FinGoal teams up with Quiltt for transaction enrichment

OpenBankingExpo
09 Apr 2024

FinGoal, a provider of advanced transaction enrichment solutions, has formed a strategic partnership with Quiltt, a unified API platform for Open Banking, to simplify financial data management and improve user experiences across financial applications.

By combining FinGoal’s transaction enrichment capabilities with Quiltt’s comprehensive API, developers and builders will be able to offer users a “more insightful and personalised” financial experience across the Open Banking data access providers supported by Quiltt.

Chief executive officer of FinGoal, David Nohe, said: “Our friends at Quiltt have made this really beautiful API layer that allows the developer to link and connect to just one single unified API and then orchestrate the way that the data moves through.

“So, no matter which users are linking through which aggregator, all of that transaction data can then be funnelled through FinGoal to clean it up, normalise it, determine what the customer needs next – without having to build any extra integrations.”

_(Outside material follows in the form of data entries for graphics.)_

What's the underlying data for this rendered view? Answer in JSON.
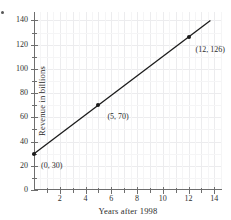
{
  "figure": {
    "problem_marker": "•"
  },
  "chart_data": {
    "type": "line",
    "title": "",
    "xlabel": "Years after 1998",
    "ylabel": "Revenue in billions",
    "xlim": [
      0,
      14.6
    ],
    "ylim": [
      0,
      147
    ],
    "grid": true,
    "legend": "none",
    "x_major_ticks": [
      2,
      4,
      6,
      8,
      10,
      12,
      14
    ],
    "x_major_tick_labels": [
      "2",
      "4",
      "6",
      "8",
      "10",
      "12",
      "14"
    ],
    "x_minor_ticks": [
      1,
      3,
      5,
      7,
      9,
      11,
      13
    ],
    "y_major_ticks": [
      0,
      20,
      40,
      60,
      80,
      100,
      120,
      140
    ],
    "y_major_tick_labels": [
      "0",
      "20",
      "40",
      "60",
      "80",
      "100",
      "120",
      "140"
    ],
    "series": [
      {
        "name": "Revenue",
        "type": "line",
        "color": "#1b1b1b",
        "line_from": [
          0,
          30
        ],
        "line_to": [
          13.7,
          140
        ],
        "points": [
          {
            "x": 0,
            "y": 30,
            "label": "(0, 30)",
            "label_dx": 7,
            "label_dy": 8
          },
          {
            "x": 5,
            "y": 70,
            "label": "(5, 70)",
            "label_dx": 9,
            "label_dy": 8
          },
          {
            "x": 12,
            "y": 126,
            "label": "(12, 126)",
            "label_dx": 7,
            "label_dy": 9
          }
        ]
      }
    ]
  }
}
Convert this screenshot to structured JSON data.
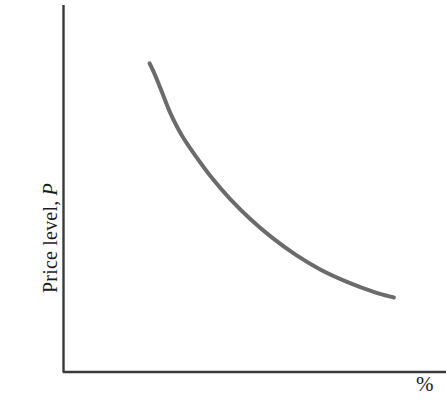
{
  "figure": {
    "background_color": "#ffffff",
    "width": 446,
    "height": 416
  },
  "axes": {
    "y_axis": {
      "label_prefix": "Price level, ",
      "label_variable": "P",
      "color": "#3a3a3a"
    },
    "x_axis": {
      "label": "%",
      "color": "#3a3a3a"
    }
  },
  "chart_data": {
    "type": "line",
    "title": "",
    "xlabel": "%",
    "ylabel": "Price level, P",
    "grid": false,
    "legend": null,
    "axis_ticks": {
      "x": [],
      "y": []
    },
    "xlim": [
      0,
      100
    ],
    "ylim": [
      0,
      100
    ],
    "series": [
      {
        "name": "downward-sloping curve",
        "color": "#6b6b6b",
        "line_width": 4,
        "points": [
          [
            22.6,
            84.1
          ],
          [
            24.0,
            81.0
          ],
          [
            25.9,
            76.1
          ],
          [
            28.0,
            70.6
          ],
          [
            31.0,
            64.5
          ],
          [
            34.6,
            58.9
          ],
          [
            38.8,
            53.0
          ],
          [
            43.6,
            47.2
          ],
          [
            48.9,
            41.7
          ],
          [
            54.6,
            36.6
          ],
          [
            60.8,
            31.9
          ],
          [
            67.4,
            27.8
          ],
          [
            74.3,
            24.5
          ],
          [
            81.5,
            21.7
          ],
          [
            86.4,
            20.3
          ]
        ]
      }
    ]
  }
}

Financial service providers using the Quiltt platform can now integrate FinGoal’s transaction enrichment features.

“The FinGoal team is solving a huge problem in the financial data space by turning transaction data – the lifeblood of modern fintech experiences – into actionable context and signals,” Ruben Izmailyan, chief executive officer of Quiltt, added.

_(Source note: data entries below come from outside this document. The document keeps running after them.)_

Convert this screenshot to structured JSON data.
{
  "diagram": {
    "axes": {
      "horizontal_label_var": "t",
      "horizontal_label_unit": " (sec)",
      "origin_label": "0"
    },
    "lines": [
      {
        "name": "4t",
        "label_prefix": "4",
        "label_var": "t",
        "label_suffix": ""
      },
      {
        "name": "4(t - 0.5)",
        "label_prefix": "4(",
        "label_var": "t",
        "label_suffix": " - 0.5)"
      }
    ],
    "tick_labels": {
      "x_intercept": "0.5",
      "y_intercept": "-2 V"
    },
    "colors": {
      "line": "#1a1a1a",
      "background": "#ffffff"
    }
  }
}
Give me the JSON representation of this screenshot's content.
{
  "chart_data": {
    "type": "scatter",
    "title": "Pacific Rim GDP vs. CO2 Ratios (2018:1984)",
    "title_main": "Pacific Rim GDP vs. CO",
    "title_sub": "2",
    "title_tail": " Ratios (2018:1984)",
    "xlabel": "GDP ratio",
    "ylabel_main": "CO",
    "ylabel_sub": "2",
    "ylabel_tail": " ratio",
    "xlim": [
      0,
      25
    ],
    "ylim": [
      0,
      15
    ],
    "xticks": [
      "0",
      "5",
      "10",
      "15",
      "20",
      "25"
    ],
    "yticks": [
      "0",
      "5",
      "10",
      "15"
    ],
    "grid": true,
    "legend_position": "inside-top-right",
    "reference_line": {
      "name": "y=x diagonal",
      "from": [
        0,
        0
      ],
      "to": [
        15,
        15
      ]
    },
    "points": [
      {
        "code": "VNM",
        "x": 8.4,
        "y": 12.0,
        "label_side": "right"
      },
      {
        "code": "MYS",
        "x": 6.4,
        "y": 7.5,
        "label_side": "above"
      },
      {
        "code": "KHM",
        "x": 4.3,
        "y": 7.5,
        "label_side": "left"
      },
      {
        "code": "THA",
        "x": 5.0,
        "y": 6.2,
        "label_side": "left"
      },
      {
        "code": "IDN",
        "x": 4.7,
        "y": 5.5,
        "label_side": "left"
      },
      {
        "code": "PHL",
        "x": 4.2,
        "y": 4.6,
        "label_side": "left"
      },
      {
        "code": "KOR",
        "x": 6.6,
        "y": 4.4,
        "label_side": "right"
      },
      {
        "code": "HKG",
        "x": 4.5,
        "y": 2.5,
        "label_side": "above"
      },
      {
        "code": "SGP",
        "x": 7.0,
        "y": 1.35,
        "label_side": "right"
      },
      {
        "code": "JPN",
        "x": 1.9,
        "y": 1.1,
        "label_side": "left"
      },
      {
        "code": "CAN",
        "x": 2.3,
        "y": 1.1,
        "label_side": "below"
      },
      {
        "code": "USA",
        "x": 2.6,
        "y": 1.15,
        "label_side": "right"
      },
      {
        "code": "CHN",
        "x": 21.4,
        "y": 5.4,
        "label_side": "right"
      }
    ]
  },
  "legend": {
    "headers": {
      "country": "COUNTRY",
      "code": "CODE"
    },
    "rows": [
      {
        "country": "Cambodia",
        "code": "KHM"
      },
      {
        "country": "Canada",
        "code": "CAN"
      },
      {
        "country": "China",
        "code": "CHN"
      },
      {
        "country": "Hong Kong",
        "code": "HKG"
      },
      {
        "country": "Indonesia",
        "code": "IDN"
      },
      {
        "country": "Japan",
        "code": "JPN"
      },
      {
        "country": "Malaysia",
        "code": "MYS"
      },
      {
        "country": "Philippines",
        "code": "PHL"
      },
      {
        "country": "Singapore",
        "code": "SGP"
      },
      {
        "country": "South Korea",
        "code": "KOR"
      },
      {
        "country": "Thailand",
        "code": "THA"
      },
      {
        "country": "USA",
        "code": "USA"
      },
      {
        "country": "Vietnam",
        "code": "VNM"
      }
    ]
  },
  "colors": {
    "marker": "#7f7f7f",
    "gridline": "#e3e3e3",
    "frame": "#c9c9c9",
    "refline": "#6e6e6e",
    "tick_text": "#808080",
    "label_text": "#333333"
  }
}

“What’s really magical about FinGoal is the profile-level insights. Imagine being able to tell if your user may be shopping for a car, or that they like to travel internationally, without having to build sophisticated models in-house – available out of the box, just from their transaction data, no matter where it comes from.”

Last year, Quiltt launched Quiltt Hub, which is a dashboard designed to address the “complexity” of managing multiple business bank accounts by consolidating them into a single view.

Quiltt initially built the Hub to help it navigate the Silicon Valley Bank crisis in early 2023.